Wallenstein’s Camp, by Friedrich Schiller

[That is Wallenstein’s Camp, by F J Lamport.]

I have a set of six Spanish novels which I purchased many years ago, some of them quite difficult to obtain in English (Miguel Delibes’ The Prince Dethroned, for instance), which were published by Iberia Airways – presumably as part of a futile attempt to introduce Spanish culture to your average English tourist.

These books are pretty badly produced (a friend of mine, who worked in the publishing trade, found the type-setting in particular hilariously appalling) and in the main badly translated – and when I say badly translated, I mean not merely spelling errors and infelicities, but whole sentences which in English are just gibberish.

And yet – really, reading them, I don’t mind. I can take it; I can accept it; for the sake of being able to read the book. I don’t even think it’s really affected my enjoyment – it just catches me up every now and again, distracts me a moment against the author’s intention.

But FJ Lamport’s translation of Schiller’s Wallenstein’s Camp is far worse than this. No, there are no spelling mistakes; Lamport doesn’t get any of the English actually wrong – that would all be forgiveable. This is far more horrific: FJ Lamport – has translated it into rhyming couplets!

And even that’s not so bad, you may think – though it’s certainly true, if you want anything to sound like worthless doggerel, then you should put it in rhyming couplets. But here’s a phenomenon for you: if you ever read a prose work that’s been translated, and then suddenly there’s a poem by the author in the middle of it, you can be sure that the poem has been dreadfully rendered by the translator: that it’s set down without any sense of rhythm or cadence, without any appreciation of stress or metrical form; with no other intention, in truth, than getting a rhyme at the end of each line.

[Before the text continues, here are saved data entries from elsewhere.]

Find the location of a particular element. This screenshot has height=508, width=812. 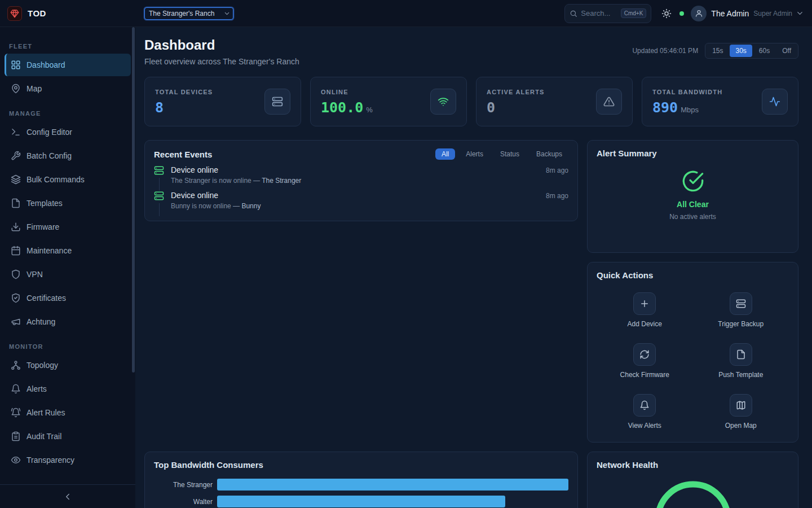

network-health-card: Network Health is located at coordinates (692, 480).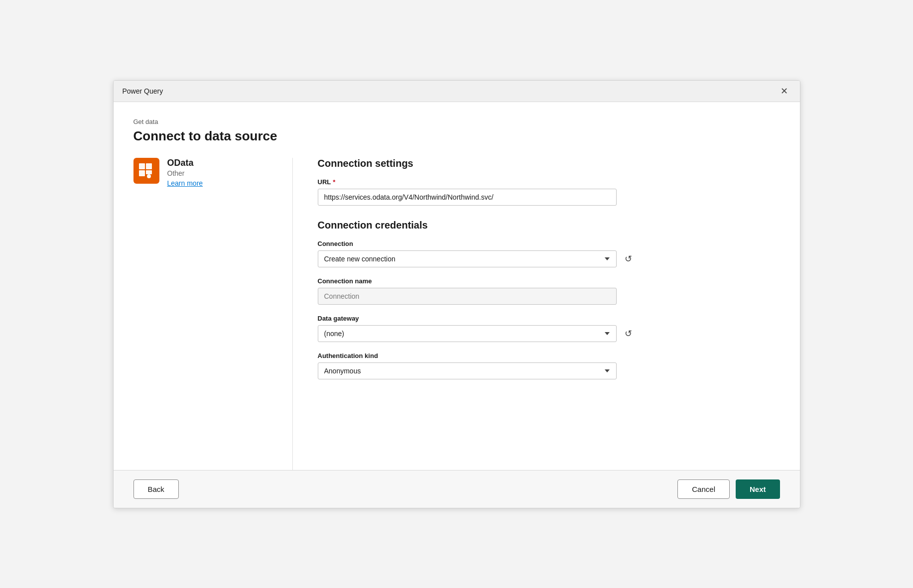 This screenshot has width=913, height=588. I want to click on data-gateway-dropdown-row: (none) ↺, so click(549, 334). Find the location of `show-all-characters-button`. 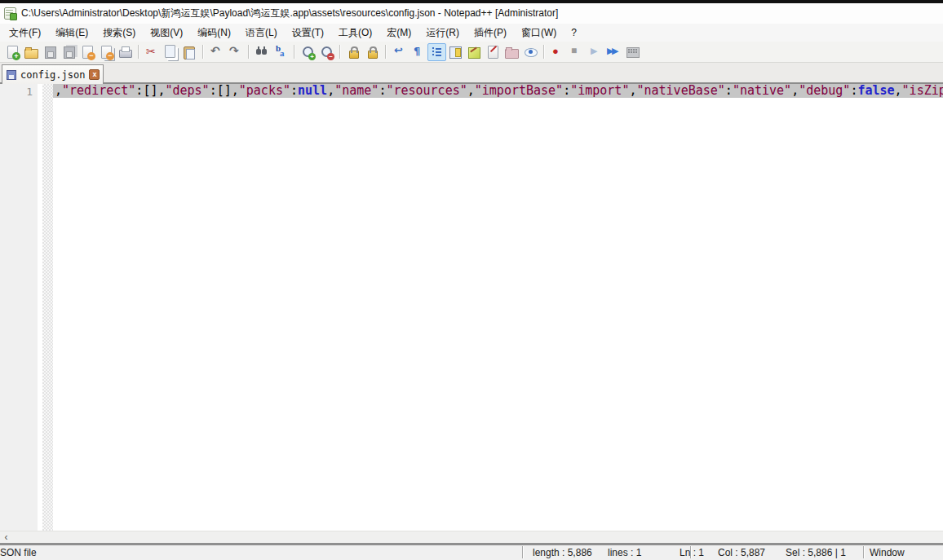

show-all-characters-button is located at coordinates (418, 52).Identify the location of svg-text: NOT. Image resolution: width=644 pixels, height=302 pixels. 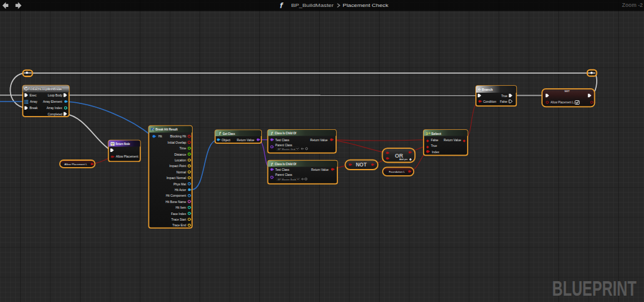
(361, 165).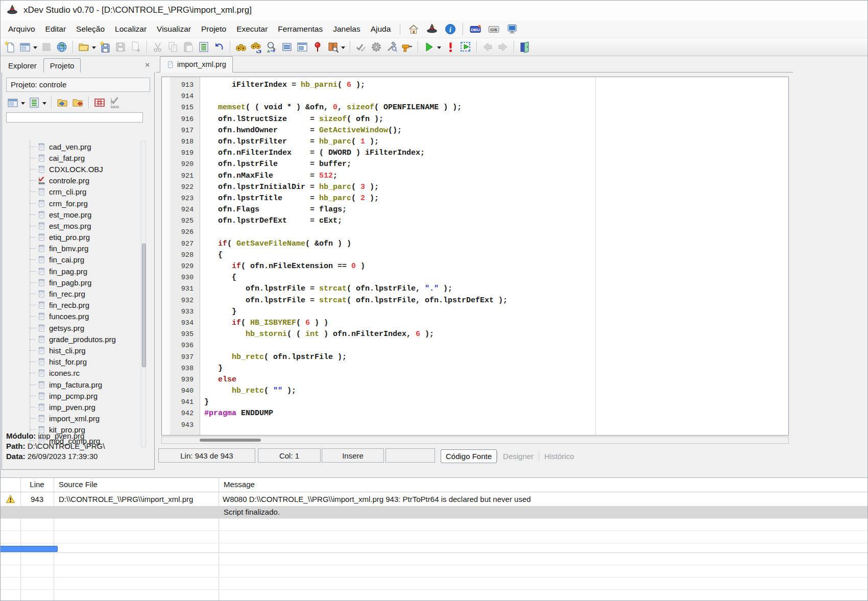 Image resolution: width=868 pixels, height=601 pixels. I want to click on row-divider, so click(434, 552).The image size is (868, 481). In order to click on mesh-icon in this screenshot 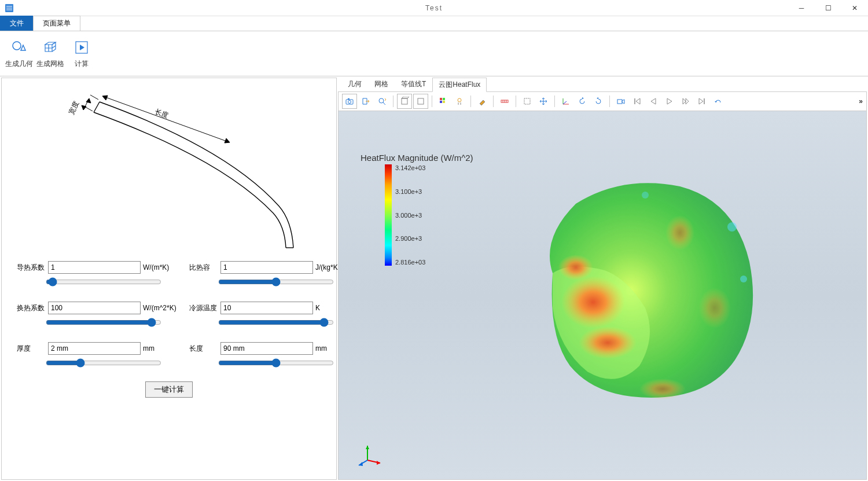, I will do `click(50, 47)`.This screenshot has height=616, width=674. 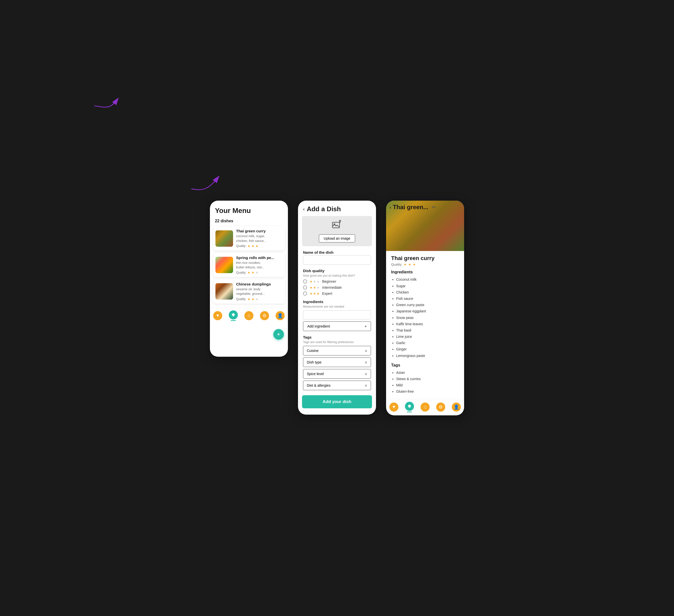 I want to click on quality-beginner: ★ ★ ★ Beginner, so click(x=337, y=282).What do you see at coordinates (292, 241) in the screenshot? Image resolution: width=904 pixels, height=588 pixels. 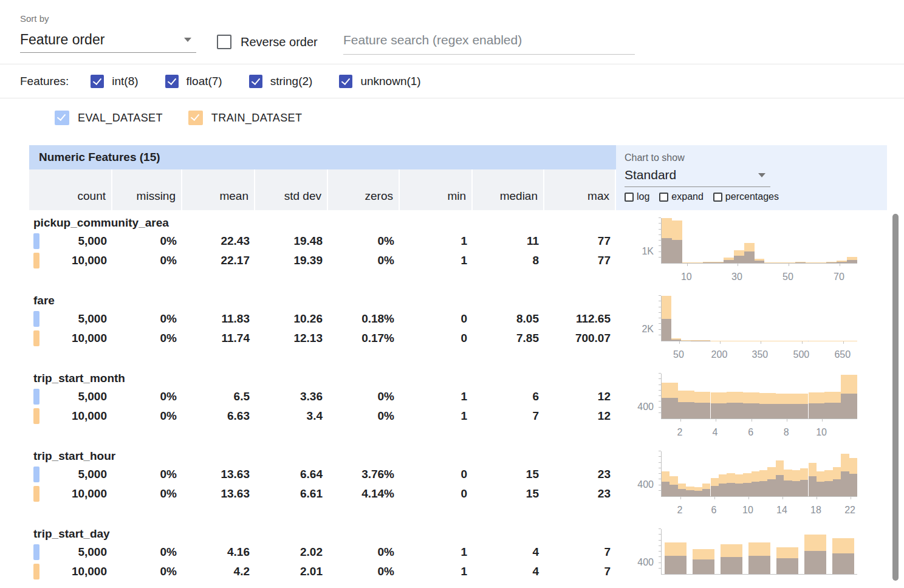 I see `stat-stddev: 19.48` at bounding box center [292, 241].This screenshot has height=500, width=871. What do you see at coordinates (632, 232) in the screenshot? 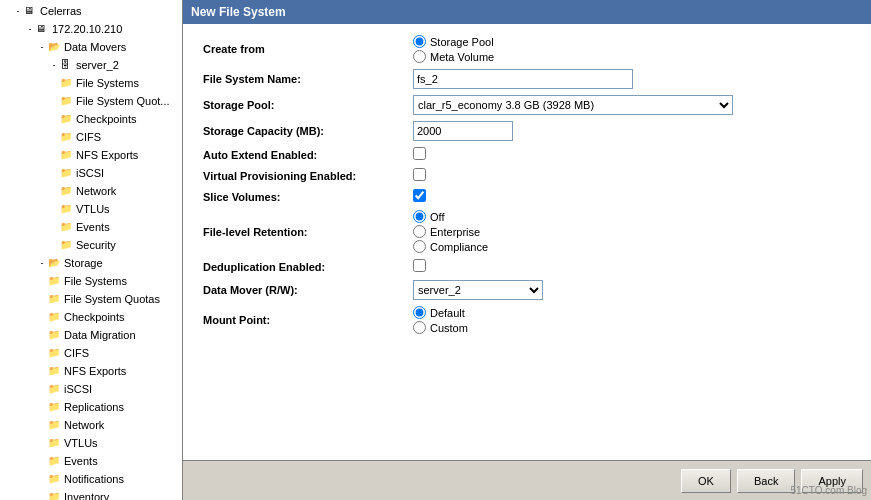
I see `file-retention-value-cell: Off Enterprise Compliance` at bounding box center [632, 232].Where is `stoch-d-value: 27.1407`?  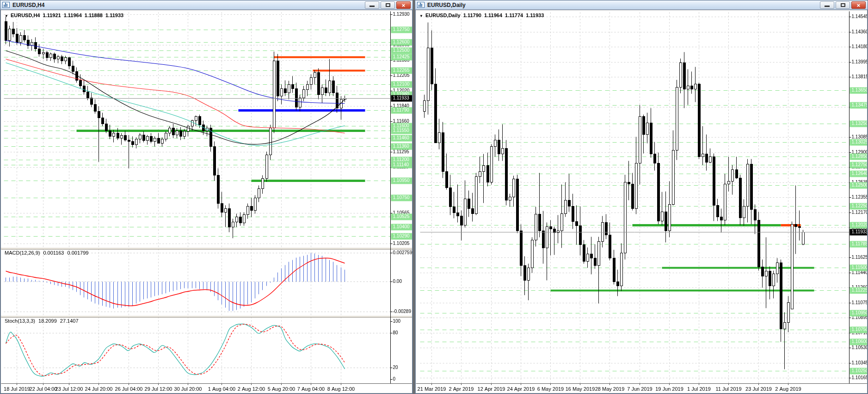
stoch-d-value: 27.1407 is located at coordinates (69, 321).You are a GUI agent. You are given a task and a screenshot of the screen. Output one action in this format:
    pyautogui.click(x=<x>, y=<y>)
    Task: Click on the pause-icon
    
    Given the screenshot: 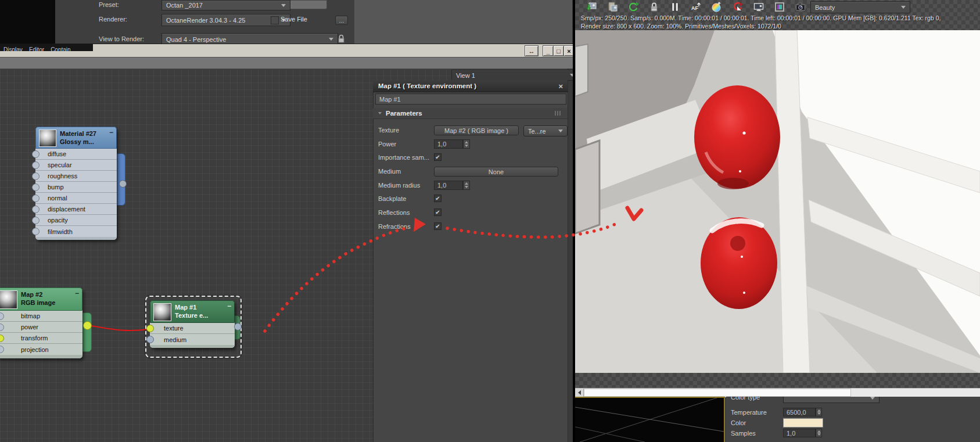 What is the action you would take?
    pyautogui.click(x=675, y=7)
    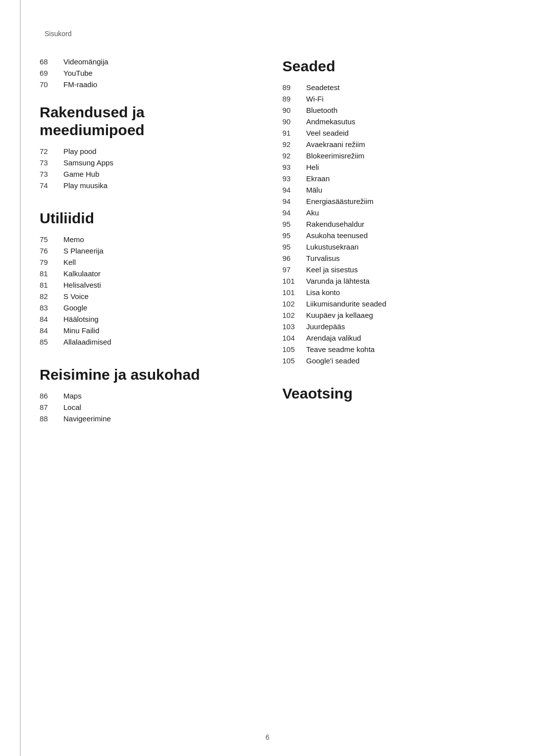  Describe the element at coordinates (335, 224) in the screenshot. I see `toc-text: Rakendusehaldur` at that location.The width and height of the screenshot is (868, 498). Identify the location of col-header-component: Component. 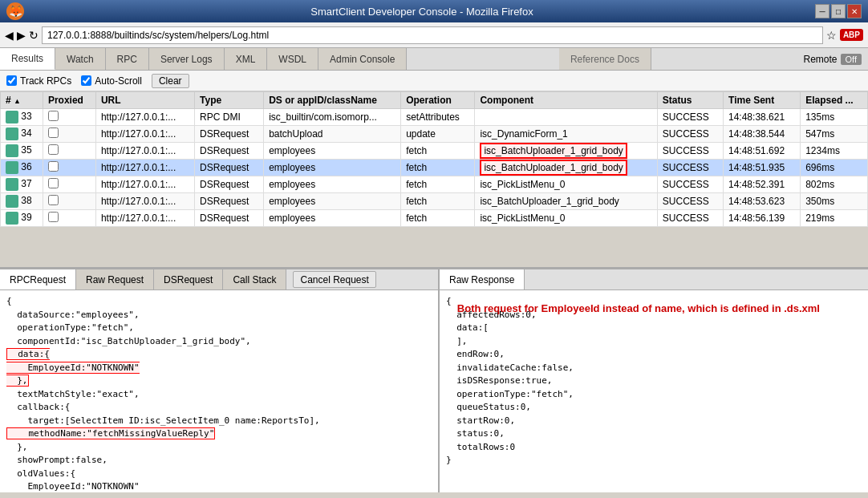
(566, 101).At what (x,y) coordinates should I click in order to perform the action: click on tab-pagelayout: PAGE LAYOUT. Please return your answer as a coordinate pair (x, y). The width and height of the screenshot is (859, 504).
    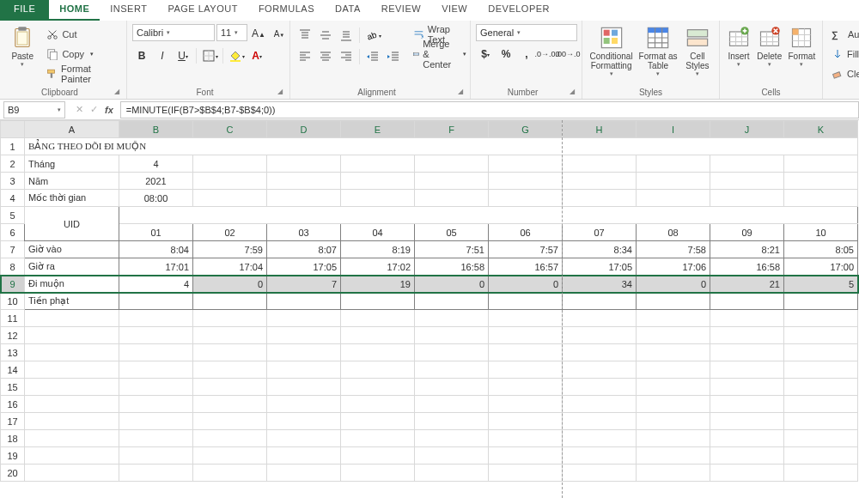
    Looking at the image, I should click on (203, 10).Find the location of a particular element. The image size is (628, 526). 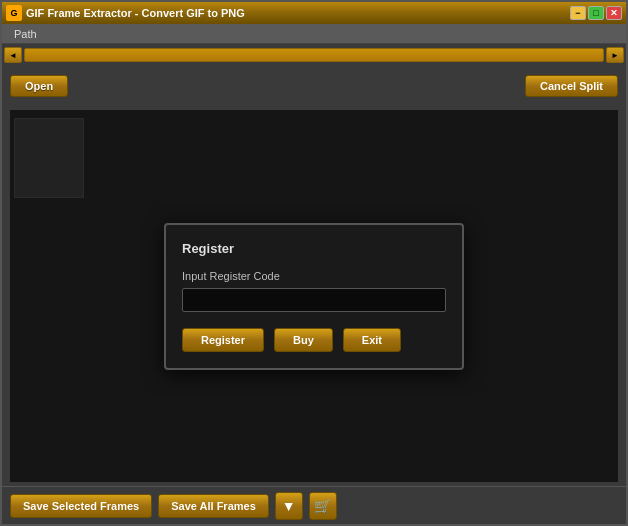

dialog-label: Input Register Code is located at coordinates (314, 276).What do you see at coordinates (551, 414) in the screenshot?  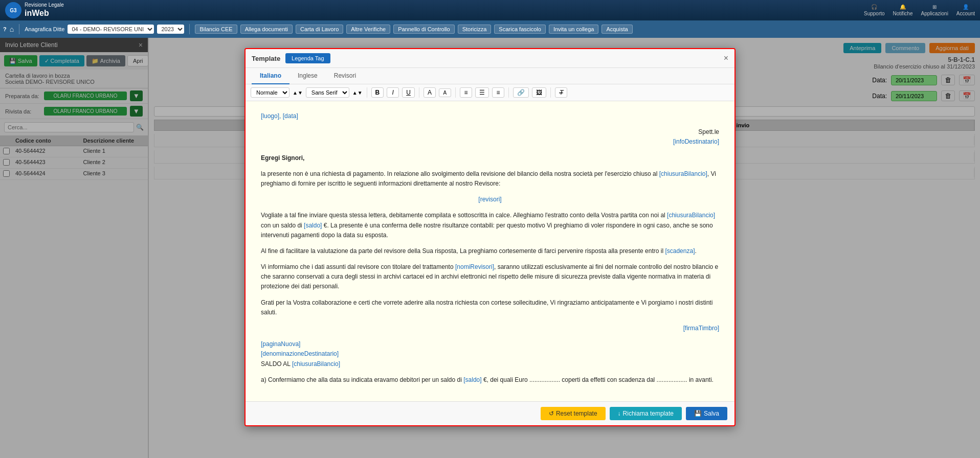 I see `reset-icon: ↺` at bounding box center [551, 414].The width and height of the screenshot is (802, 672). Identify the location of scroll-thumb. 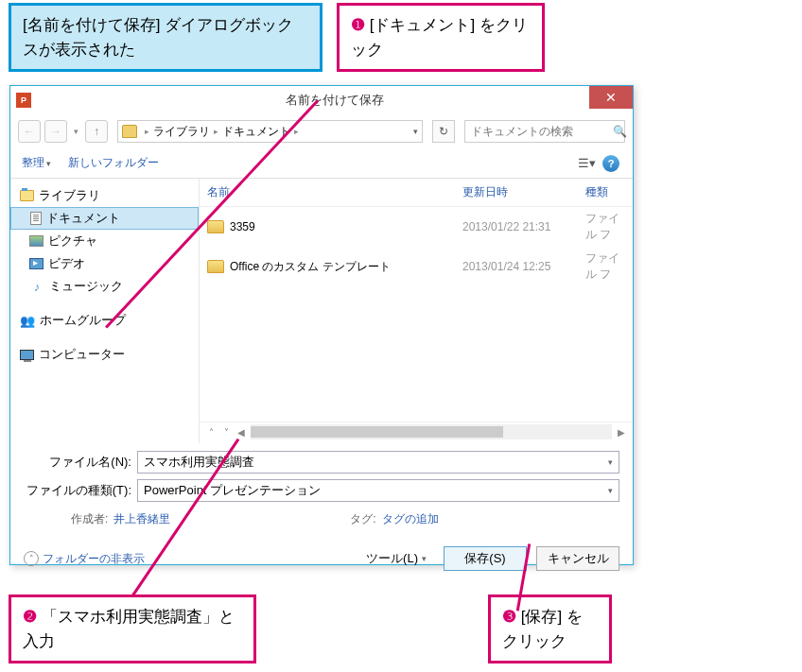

OK, so let’s take a line or two from Wallenstein’s Camp:

Did I run away from my desk in the school
Only to find the same labour and rule,
The narrow study, the toil and the cramp
Awaiting me here in the soldier’s camp?
I want to live well, not have too much to do,
Every day of my life see something new,
Cheerfully seize the moment, in sum,
Not brood on the past, nor on things to come-
That’s why I’ve sold Ferdinand my skin:
In the face of care I can merrily grin.
Lead me where cannon roar and thud,
Across the Rhine in its raging flood,
Let a third of the company shed their life’s blood;
I’ll not be squeamish, or make a dance.
But otherwise, if you don’t object,
Spare me your fuss and circumstance.

And so on, for 50 pages.

I imagine there’s a reason for all this. Perhaps the original German is in rhyming couplets. Certainly it’s probably in a different form to the rest of the play (just as this section involves the plebeians, whereas the rest – I suspect – is concerned only with the aristocracy); one of the first things I did was to look ahead and see if The Piccolomini was the same (I would have given up if it had been), but thankfully it looks like it’s in some sort of blank verse, which should probably be ok.

So – aside from all this – what about the play? – Well, it’s a sort of scene-setting: various of Wallenstein’s soldiers discuss war and peace, the current situation in Germany, what in brief has happened so far in the Thirty Years War, and whose side everyone’s on – hopefully all building towards better plays.